The Warriors are now a Frankenstein’s monster of a roster: an aging, undersized core with mismatched skills, desperately trying to contend while their true heir lights up scoreboards for another team. The championship window, propped open for nearly a decade by transcendent talent, has been slammed shut by a single act of poor judgment both on the practice court and in the front office.

THE ALTERNATE REALITY: WHAT IF THE WARRIORS HAD CHOSEN POOLE?

Let’s play out Jeff Teague’s alternate timeline. What if, after the punch, the Warriors had made the unthinkable but basketball-smart decision: trade Draymond Green and build around the Curry-Poole backcourt?

The immediate backlash would have been fierce. Trading a core dynasty piece and defensive anchor for “chemistry reasons” would have been brutal PR. However, it would have been a forward-thinking basketball decision. Green’s value was still high. A trade could have netted the Warriors the starting-caliber center and defensive wing they so desperately needed.

Financially, committing to Poole’s $140 million deal would have been a bet on the next eight years, not the last two of Curry’s prime.
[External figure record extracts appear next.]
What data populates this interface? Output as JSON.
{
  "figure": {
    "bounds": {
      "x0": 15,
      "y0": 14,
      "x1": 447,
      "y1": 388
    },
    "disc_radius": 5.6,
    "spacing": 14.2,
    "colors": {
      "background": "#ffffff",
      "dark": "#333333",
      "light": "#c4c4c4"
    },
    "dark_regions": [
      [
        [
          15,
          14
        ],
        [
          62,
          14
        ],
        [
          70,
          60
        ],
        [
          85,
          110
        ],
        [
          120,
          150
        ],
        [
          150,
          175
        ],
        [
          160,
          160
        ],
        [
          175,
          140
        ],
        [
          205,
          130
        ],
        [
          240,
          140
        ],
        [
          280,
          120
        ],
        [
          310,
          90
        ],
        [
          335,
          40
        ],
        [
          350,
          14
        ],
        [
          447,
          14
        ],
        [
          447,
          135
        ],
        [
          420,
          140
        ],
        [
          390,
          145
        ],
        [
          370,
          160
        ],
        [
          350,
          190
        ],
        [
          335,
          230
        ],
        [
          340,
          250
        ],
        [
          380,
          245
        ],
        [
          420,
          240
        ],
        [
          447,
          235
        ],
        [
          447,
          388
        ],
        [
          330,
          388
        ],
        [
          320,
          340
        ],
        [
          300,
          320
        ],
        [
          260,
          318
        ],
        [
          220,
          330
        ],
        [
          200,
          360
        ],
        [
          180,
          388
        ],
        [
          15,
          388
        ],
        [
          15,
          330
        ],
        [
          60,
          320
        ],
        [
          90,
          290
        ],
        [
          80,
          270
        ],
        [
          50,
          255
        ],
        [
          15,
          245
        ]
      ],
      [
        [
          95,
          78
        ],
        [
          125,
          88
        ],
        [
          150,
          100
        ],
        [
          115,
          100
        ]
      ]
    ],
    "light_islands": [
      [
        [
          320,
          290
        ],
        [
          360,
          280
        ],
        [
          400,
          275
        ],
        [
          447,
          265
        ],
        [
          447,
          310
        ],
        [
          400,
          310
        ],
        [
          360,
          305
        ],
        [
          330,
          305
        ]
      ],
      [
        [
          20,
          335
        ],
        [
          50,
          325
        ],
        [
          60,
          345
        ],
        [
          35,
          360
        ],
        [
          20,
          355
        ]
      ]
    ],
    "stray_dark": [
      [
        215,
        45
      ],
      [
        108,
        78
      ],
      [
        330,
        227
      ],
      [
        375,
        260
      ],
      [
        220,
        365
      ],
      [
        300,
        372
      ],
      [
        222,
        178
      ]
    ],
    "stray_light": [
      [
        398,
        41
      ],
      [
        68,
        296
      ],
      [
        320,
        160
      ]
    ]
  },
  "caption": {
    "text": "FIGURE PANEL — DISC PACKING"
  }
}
The Warriors could have surrounded Curry and Poole with younger, longer, defensive-minded players acquired in a Green trade. The offensive system would have remained dynamic and terrifying, with two elite pull-up shooters capable of 25-point explosions any given night.
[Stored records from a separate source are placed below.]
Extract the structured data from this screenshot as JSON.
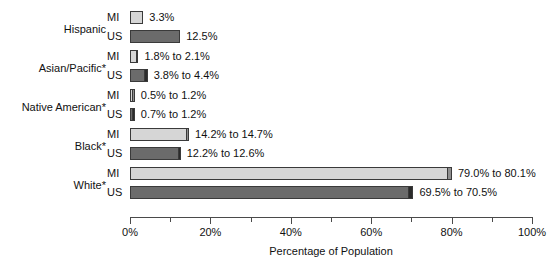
{
  "chart_data": {
    "type": "bar",
    "title": "",
    "xlabel": "Percentage of Population",
    "ylabel": "",
    "orientation": "horizontal",
    "xlim": [
      0,
      100
    ],
    "xticks": [
      0,
      20,
      40,
      60,
      80,
      100
    ],
    "xtick_labels": [
      "0%",
      "20%",
      "40%",
      "60%",
      "80%",
      "100%"
    ],
    "minor_tick_interval": 10,
    "grid": false,
    "legend_position": "none",
    "value_type": "range",
    "categories": [
      "Hispanic",
      "Asian/Pacific*",
      "Native American*",
      "Black*",
      "White*"
    ],
    "series": [
      {
        "name": "MI",
        "color": "#d6d6d6",
        "cap_color": "#8f8f8f",
        "values_low": [
          3.3,
          1.8,
          0.5,
          14.2,
          79.0
        ],
        "values_high": [
          3.3,
          2.1,
          1.2,
          14.7,
          80.1
        ],
        "labels": [
          "3.3%",
          "1.8% to 2.1%",
          "0.5% to 1.2%",
          "14.2% to 14.7%",
          "79.0% to 80.1%"
        ]
      },
      {
        "name": "US",
        "color": "#6b6b6b",
        "cap_color": "#2b2b2b",
        "values_low": [
          12.5,
          3.8,
          0.7,
          12.2,
          69.5
        ],
        "values_high": [
          12.5,
          4.4,
          1.2,
          12.6,
          70.5
        ],
        "labels": [
          "12.5%",
          "3.8% to 4.4%",
          "0.7% to 1.2%",
          "12.2% to 12.6%",
          "69.5% to 70.5%"
        ]
      }
    ]
  }
}
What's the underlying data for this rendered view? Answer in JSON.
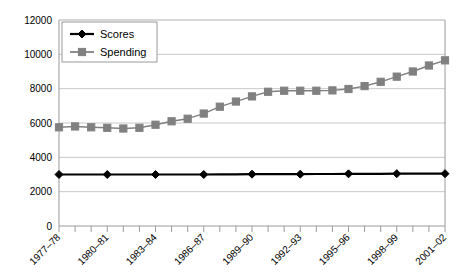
{
  "chart_data": {
    "type": "line",
    "title": "",
    "subtitle": "",
    "xlabel": "",
    "ylabel": "",
    "ylim": [
      0,
      12000
    ],
    "y_ticks": [
      0,
      2000,
      4000,
      6000,
      8000,
      10000,
      12000
    ],
    "y_tick_labels": [
      "0",
      "2000",
      "4000",
      "6000",
      "8000",
      "10000",
      "12000"
    ],
    "grid": true,
    "grid_axis": "y",
    "legend_position": "top-left",
    "x": [
      "1977-78",
      "1978-79",
      "1979-80",
      "1980-81",
      "1981-82",
      "1982-83",
      "1983-84",
      "1984-85",
      "1985-86",
      "1986-87",
      "1987-88",
      "1988-89",
      "1989-90",
      "1990-91",
      "1991-92",
      "1992-93",
      "1993-94",
      "1994-95",
      "1995-96",
      "1996-97",
      "1997-98",
      "1998-99",
      "1999-00",
      "2000-01",
      "2001-02"
    ],
    "x_tick_labels_shown": [
      "1977–78",
      "1980–81",
      "1983–84",
      "1986–87",
      "1989–90",
      "1992–93",
      "1995–96",
      "1998–99",
      "2001–02"
    ],
    "x_label_interval": 3,
    "series": [
      {
        "name": "Scores",
        "color": "#000000",
        "marker": "diamond",
        "marker_interval": 3,
        "values": [
          3000,
          3000,
          3000,
          3000,
          3000,
          3000,
          3000,
          3000,
          3000,
          3000,
          3010,
          3010,
          3020,
          3020,
          3020,
          3020,
          3030,
          3030,
          3040,
          3040,
          3040,
          3050,
          3050,
          3050,
          3050
        ]
      },
      {
        "name": "Spending",
        "color": "#808080",
        "marker": "square",
        "marker_interval": 1,
        "values": [
          5750,
          5800,
          5750,
          5720,
          5680,
          5720,
          5900,
          6100,
          6250,
          6550,
          6950,
          7250,
          7550,
          7820,
          7880,
          7880,
          7880,
          7900,
          7980,
          8150,
          8400,
          8700,
          9000,
          9350,
          9650
        ]
      }
    ]
  },
  "legend": {
    "entries": [
      {
        "label": "Scores",
        "color": "#000000",
        "marker": "diamond"
      },
      {
        "label": "Spending",
        "color": "#808080",
        "marker": "square"
      }
    ]
  },
  "colors": {
    "scores": "#000000",
    "spending": "#808080",
    "grid": "#c9c9c9",
    "axis": "#9a9a9a",
    "plot_border": "#9a9a9a",
    "background": "#ffffff",
    "text": "#000000"
  }
}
Most importantly, it would have given the franchise a clear path. Curry is 37. Poole is 26. The handoff could have been graceful, with Poole entering his prime as Curry gracefully exited his. The Warriors would have avoided the current purgatory too old to dominate, too proud to rebuild, and too asset-poor to engineer a quick fix.

Instead, they chose the past. They chose Draymond’s volatile leadership over Poole’s ascending talent. They chose a 38-year-old Chris Paul over their own drafted-and-developed star. They chose to ride the core until the wheels fell off, and now, according to Jeff Teague and an increasing chorus of observers, the wheels have come off.

The Poole trade wasn’t just a bad transaction. It was a philosophical failure. It revealed a franchise that prized loyalty to its veterans over the ruthless, forward-thinking calculus required to sustain a dynasty. In the NBA, you either evolve or you expire. By refusing to make the painful but necessary choice, the Golden State Warriors chose expiration.

Jeff Teague’s verdict is final: “It was over with.” The punch was the first nail. The trade was the last. The dynasty, for all its glory, is now a memory, and the future they traded away is a haunting reminder of what could have been.

If you were the Warriors’ GM in the summer of 2023, faced with the fractured relationship between Draymond Green and Jordan Poole, which player would you have chosen to build around for the final chapters of the Stephen Curry era?